To begin with, I graduated The Frisch School in 1976 as a member of the first full 4-year class.  I may be the last person in the word who recalls the very first Frisch event; the fist shacharis minyan held on the very first day of school in the history of the Frisch School.

    After shacharis, Rabbi Meier, the founder principal of Frisch, said the following: "you are now all members of the Frisch community."

    As a 13 year old, that statement shook me. I felt as if I had stepped in to a very adult world, a world with responsibilities that I had never imagined. As part of a "community," I realized that my actions from then forward could matter deeply to this community. 

    My 4 years at Frisch were socially wonderful, and I had one teacher, Phoebe Weisbrodt, and one rebbe, Rabbi Shlomo Kovitz, who influenced my life, and whose influences I still feel. I helped start the basketball team (go Cougars!) and was a co-captain of that team.

    No one, literally, could have had a more enjoyable 4 years in high school than I did.

    Still, things happened during those four years, things that were done to other students by Frisch, that were not only terrible and hurtful to them, but left some lifelong spiritual destruction for others.

    Years after graduating I realized that there needed to be significant changes to Frisch, and I worked hard to make those changes.

    But, in the end I saw...nothing has changed.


* [What the exercise asks]
With the images removed, repeat the data below exactly.
>>>
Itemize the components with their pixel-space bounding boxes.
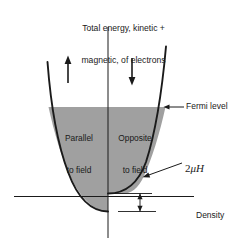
figure-title-line-1: Total energy, kinetic +	[0, 23, 247, 34]
label-parallel-line-2: to field	[55, 165, 103, 176]
label-opposite-line-1: Opposite	[110, 133, 160, 144]
label-density-line-1: Density	[196, 210, 228, 221]
figure-title: Total energy, kinetic + magnetic, of ele…	[0, 2, 247, 86]
label-band-splitting: 2μH	[185, 163, 204, 173]
label-parallel-to-field: Parallel to field	[55, 112, 103, 196]
label-fermi-level: Fermi level	[186, 101, 228, 111]
fermi-level-leader	[164, 104, 185, 109]
label-band-splitting-symbol: μH	[191, 162, 204, 174]
label-parallel-line-1: Parallel	[55, 133, 103, 144]
label-opposite-to-field: Opposite to field	[110, 112, 160, 196]
figure-title-line-2: magnetic, of electrons	[0, 55, 247, 66]
pauli-paramagnetism-diagram: Total energy, kinetic + magnetic, of ele…	[0, 0, 247, 238]
label-density-of-states: Density of states	[196, 189, 228, 238]
label-opposite-line-2: to field	[110, 165, 160, 176]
<<<
* [Answer section]
Itemize the components with their pixel-space bounding boxes.
figure-title-line-1: Total energy, kinetic +	[0, 23, 247, 34]
label-parallel-line-2: to field	[55, 165, 103, 176]
label-opposite-line-1: Opposite	[110, 133, 160, 144]
label-density-line-1: Density	[196, 210, 228, 221]
figure-title: Total energy, kinetic + magnetic, of ele…	[0, 2, 247, 86]
label-band-splitting: 2μH	[185, 163, 204, 173]
label-parallel-to-field: Parallel to field	[55, 112, 103, 196]
label-fermi-level: Fermi level	[186, 101, 228, 111]
fermi-level-leader	[164, 104, 185, 109]
label-band-splitting-symbol: μH	[191, 162, 204, 174]
label-parallel-line-1: Parallel	[55, 133, 103, 144]
label-opposite-to-field: Opposite to field	[110, 112, 160, 196]
figure-title-line-2: magnetic, of electrons	[0, 55, 247, 66]
pauli-paramagnetism-diagram: Total energy, kinetic + magnetic, of ele…	[0, 0, 247, 238]
label-density-of-states: Density of states	[196, 189, 228, 238]
label-opposite-line-2: to field	[110, 165, 160, 176]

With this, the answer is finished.